The Temple of Hercules Gaditanus, Temple of Melqart or Temple of Hercules-Melqart was a place of worship in Antiquity in the southern outskirts of Gadir-Gades perhaps dating as early as the 8th century BC. Operating under Tyrian, Carthaginian and Roman rule, it once was one of the most important sanctuaries in the Western World. It was paid respect by the likes of Hannibal, Scipio Africanus and Caesar.

References

  1. Strabo summarizes the dispute in Geographia 3.5.5.
  2. Strabo, 3.5.5; no passage in Pindar has been traced in which the pillars are called "the gates of Gades" (Στήλας, ἃς Πίνδαρος καλεῖ πύλας Γαδειρίδας), but at Nem. 3.20–23 Pindar does speak of "the trackless sea beyond the pillars of Heracles, which that hero and god set up as famous witnesses to the furthest limits of seafaring".
  3. Burkert, Walter (1985). Greek Religion. Harvard University Press. p. 210. ISBN   978-0-674-36281-9 . Retrieved 2 November 2012.
  4. Copley, Jon. "Sea level study reveals Atlantis candidate". New Scientist. Retrieved 2019-12-12.
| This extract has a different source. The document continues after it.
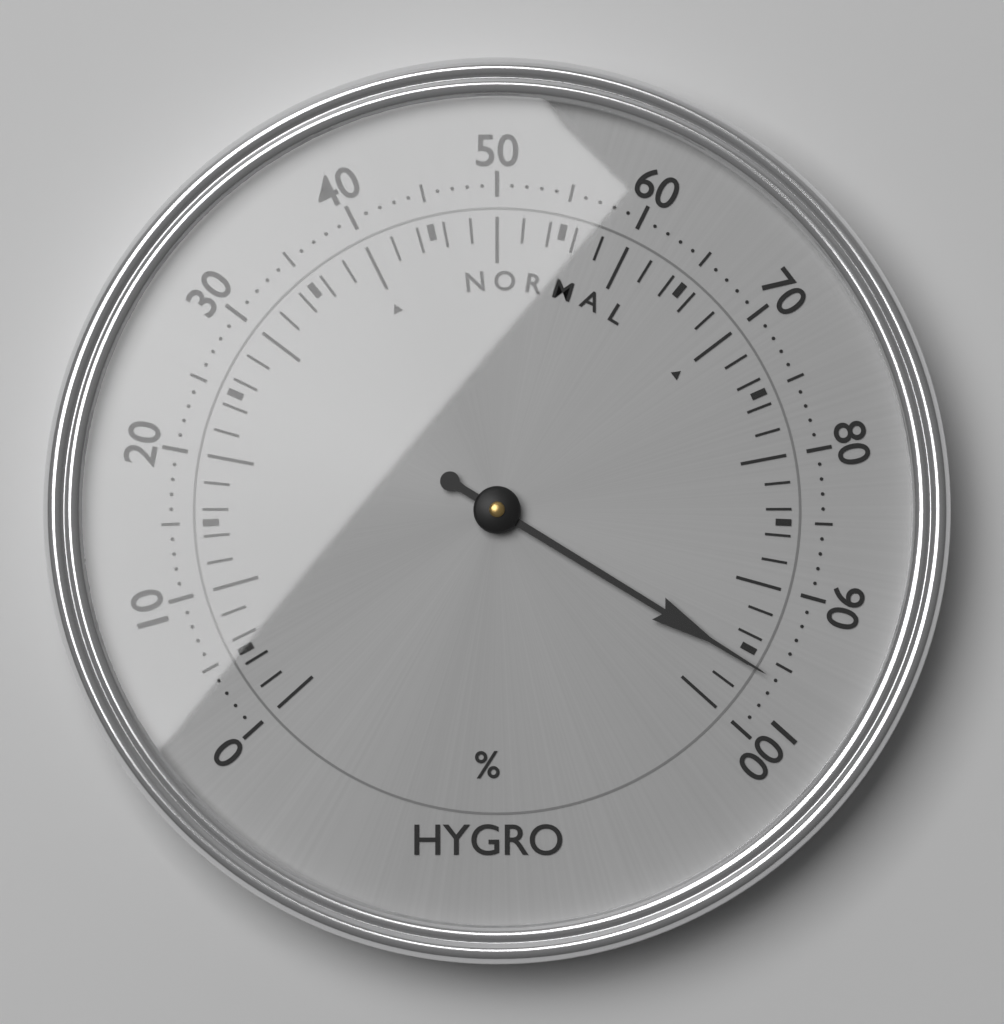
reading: 96 %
  5. Villaseñor Black, Charlene, ed. (2019). Renaissance Futurities: Science, Art, Invention. Univ of California Press. p. 104. ISBN   978-0520296985.
  6. Seneca, Hercules Furens 235ff.; Seneca, Hercules Oetaeus 1240; Pliny, Nat. Hist. iii.4.
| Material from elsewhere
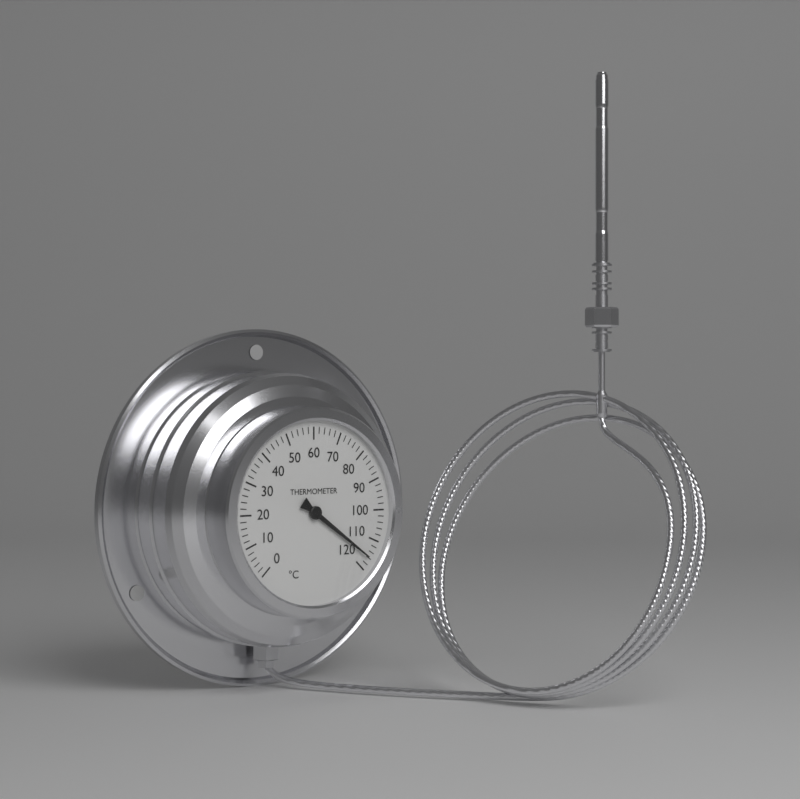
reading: 116 °C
  7. "Close to the Pillars there are two isles, one of which they call Hera's Island; moreover, there are some who call also these isles the Pillars." (Strabo, 3.5.3.); see also H. L. Jones' gloss on this line in the Loeb Classical Library.
  8. Diodorus 4.18.5.
  9. A lost passage of Pindar quoted by Strabo (3.5.5) was the earliest reference in this context: "the pillars which Pindar calls the 'gates of Gades' when he asserts that they are the farthermost limits reached by Heracles"; the passage in Pindar has not been traced.
  10. C. Michael Hogan, Mogador, Megalithic Portal, ed. Andy Burnham, 2007
  11. (Strabo 3.5.2–3
  12. Strabo 3.5.5–6
  13. Adam C. McCollum. (2012). A Syriac Fragment from The Cause of All Causes on the Pillars of Hercules. ISAW Papers, 5. .
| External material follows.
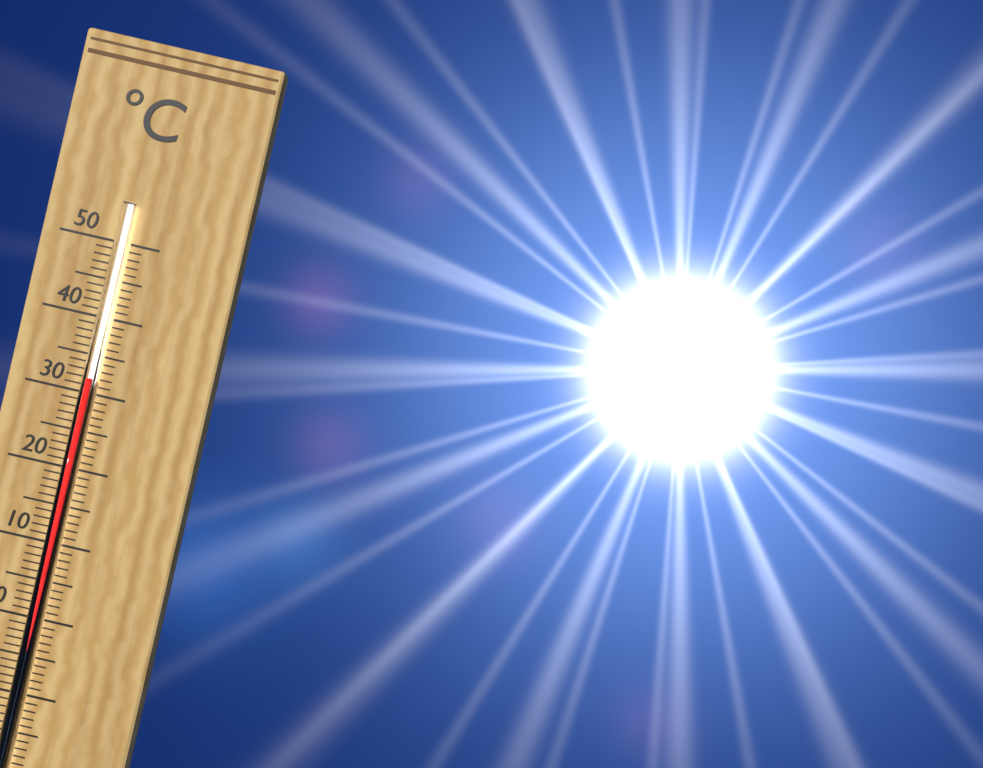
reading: 32 °C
  14. Pagan Places. Pillars of Hercules at Ceuta Archived 24 July 2023 at archive.today . Pagan Places, 2020.
  15. "Biblioteca Central". Archived from the original on 2019-05-30. Retrieved 2019-05-28.
  16. Giovio, Paolo (1658). Diálogo delas empresas militares y amorosas, compuesto en lengua italiana.